States are also quantifying the economic impact of heat on key revenue streams and services:
- New Jersey’s Extreme Heat Resilience Action Plan highlights broad costs to labor productivity, agriculture, and infrastructure.
- California and Delaware have commissioned detailed studies of heat response costs—such as for cooling centers, wellness checks, and transportation and emergency services—and lost revenue from power outages and declines in manufacturing productivity.
Several states, including Arizona, California, New Jersey, New York, and North Carolina, have begun developing and implementing heat action plans. These plans outline an array of recommended risk reduction measures, such as publishing exposure data for public awareness, strengthening energy and water systems, updating building codes and planning standards, and supporting local and regional heat emergency operations.
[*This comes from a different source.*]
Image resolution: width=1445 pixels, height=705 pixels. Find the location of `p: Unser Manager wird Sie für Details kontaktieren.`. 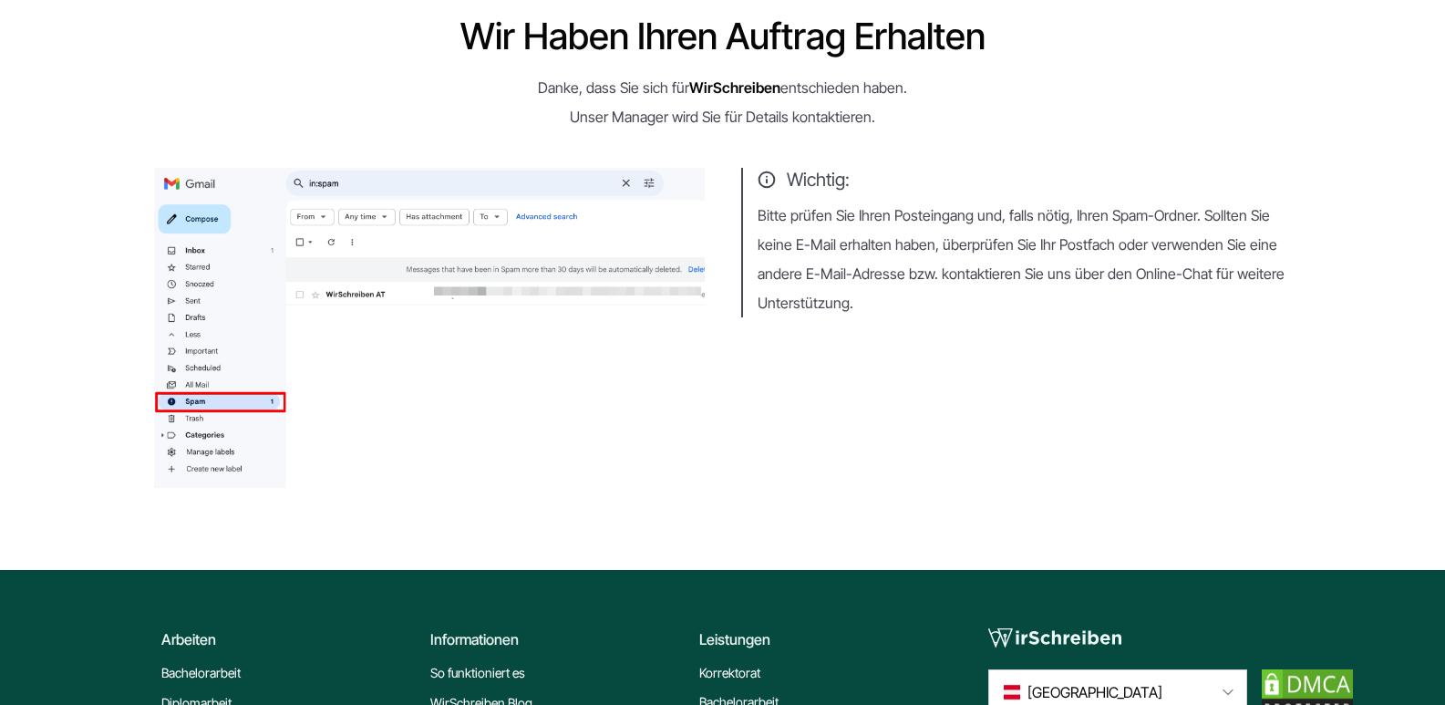

p: Unser Manager wird Sie für Details kontaktieren. is located at coordinates (723, 117).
Together, these efforts reflect a growing awareness that extreme heat can threaten public health and safety, disrupt essential services, depress revenue, and increase costs. States can build on these early actions to identify their specific heat-related risks, analyze how those risks translate into budget pressures, and take proactive steps, including learning from effective practices in other states, to prepare for the impacts of extreme heat.
Andrea Snyder works on The Pew Charitable Trusts’ managing fiscal risks project.